For her Petzel debut with "Frail Juice" back in 2020, PAPER invited Berlin-born artist Stefanie Heinze to interview herself. Since then, she’s relocated to New York and opened her second solo show at the gallery’s Chelsea location, now on display through Saturday, June 8. Titled "MORTAR (the cute ones shouldn’t go unnoticed)", Heinze’s new collection of work “investigates systems of knowledge and truth, challenging received notions of representation,” according to a release.
To Heinze, “mortar” symbolizes the container for something to be developed further. A mortar and pestle, for example, is the site for different ingredients to be crushed and mixed together, in some cases turned into a paste to help bind building blocks. On a human level, this is not unlike our “longing for something even better and bigger and harder,” Petzel explains, as reflected in Heinze’s process to create the canvases shown in MORTAR.
Similarly, Heinze’s small-scale drawings and collages undergo several evolutions over weeks, before eventually becoming large-scale tracings. Her work is neither figuration nor abstraction, with colorful and ambiguous worlds (with banana slices, body parts and more) that are at once still and in motion for viewers to arrive at their own interpretations. In our 2020 conversation, she told herself that “composition” is the most boring painting topic, which is perhaps why MORTAR feels like an undoing of any intentional arrangements.
Below, Stefanie Heinze interviews herself (again) about tarot cards, rules and art history. Plus, her favorite color is still yellow years later.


| Task requirements |
Exact reproductions of all the entries, please, and no pictures.

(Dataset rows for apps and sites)
┄┄┄┄┄┄┄┄┄┄

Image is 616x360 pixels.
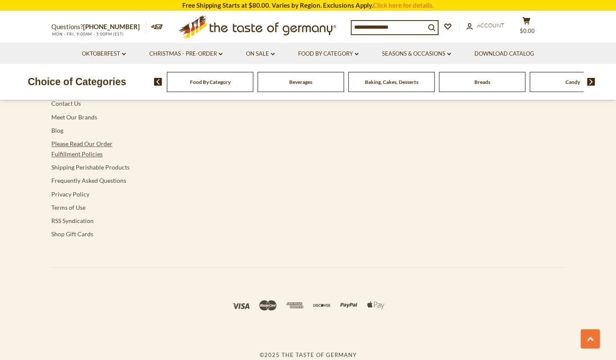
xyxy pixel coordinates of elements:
[83,23,140,30] a: [PHONE_NUMBER]
[51,350,565,360] span: © 2025 The Taste of Germany
[51,204,86,211] a: Terms of Use
[51,190,89,198] a: Privacy Policy
[298,49,358,59] a: Food By Category
[154,78,162,86] img: previous arrow
[51,127,63,134] a: Blog
[466,21,504,30] a: Account
[246,49,275,59] a: On Sale
[373,1,434,9] a: Click here for details.
[513,17,539,38] button: $0.00
[51,32,124,36] span: MON - FRI, 9:00AM - 5:00PM (EST)
[289,79,312,85] a: Beverages
[51,177,126,184] a: Frequently Asked Questions
[587,78,595,86] img: next arrow
[51,21,146,33] p: Questions?
[565,79,580,85] a: Candy
[477,22,504,29] span: Account
[51,230,93,237] a: Shop Gift Cards
[474,49,534,59] a: Download Catalog
[51,100,81,107] a: Contact Us
[190,79,231,85] a: Food By Category
[51,217,94,224] a: RSS Syndication
[149,49,222,59] a: Christmas - PRE-ORDER
[520,27,535,34] span: $0.00
[51,163,130,171] a: Shipping Perishable Products
[51,113,97,121] a: Meet Our Brands
[51,140,112,157] a: Please Read Our Order Fulfillment Policies
[474,79,490,85] a: Breads
[365,79,418,85] a: Baking, Cakes, Desserts
[82,49,126,59] a: Oktoberfest
[382,49,451,59] a: Seasons & Occasions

┄┄┄┄┄┄┄┄┄┄

| Response to this exercise |
Image is 616x360 pixels.
xyxy pixel coordinates of elements:
[83,23,140,30] a: [PHONE_NUMBER]
[51,350,565,360] span: © 2025 The Taste of Germany
[51,204,86,211] a: Terms of Use
[51,190,89,198] a: Privacy Policy
[298,49,358,59] a: Food By Category
[154,78,162,86] img: previous arrow
[51,127,63,134] a: Blog
[466,21,504,30] a: Account
[246,49,275,59] a: On Sale
[373,1,434,9] a: Click here for details.
[513,17,539,38] button: $0.00
[51,32,124,36] span: MON - FRI, 9:00AM - 5:00PM (EST)
[289,79,312,85] a: Beverages
[51,177,126,184] a: Frequently Asked Questions
[587,78,595,86] img: next arrow
[51,21,146,33] p: Questions?
[565,79,580,85] a: Candy
[477,22,504,29] span: Account
[51,230,93,237] a: Shop Gift Cards
[474,49,534,59] a: Download Catalog
[51,100,81,107] a: Contact Us
[190,79,231,85] a: Food By Category
[51,217,94,224] a: RSS Syndication
[149,49,222,59] a: Christmas - PRE-ORDER
[520,27,535,34] span: $0.00
[51,163,130,171] a: Shipping Perishable Products
[51,113,97,121] a: Meet Our Brands
[51,140,112,157] a: Please Read Our Order Fulfillment Policies
[474,79,490,85] a: Breads
[365,79,418,85] a: Baking, Cakes, Desserts
[82,49,126,59] a: Oktoberfest
[382,49,451,59] a: Seasons & Occasions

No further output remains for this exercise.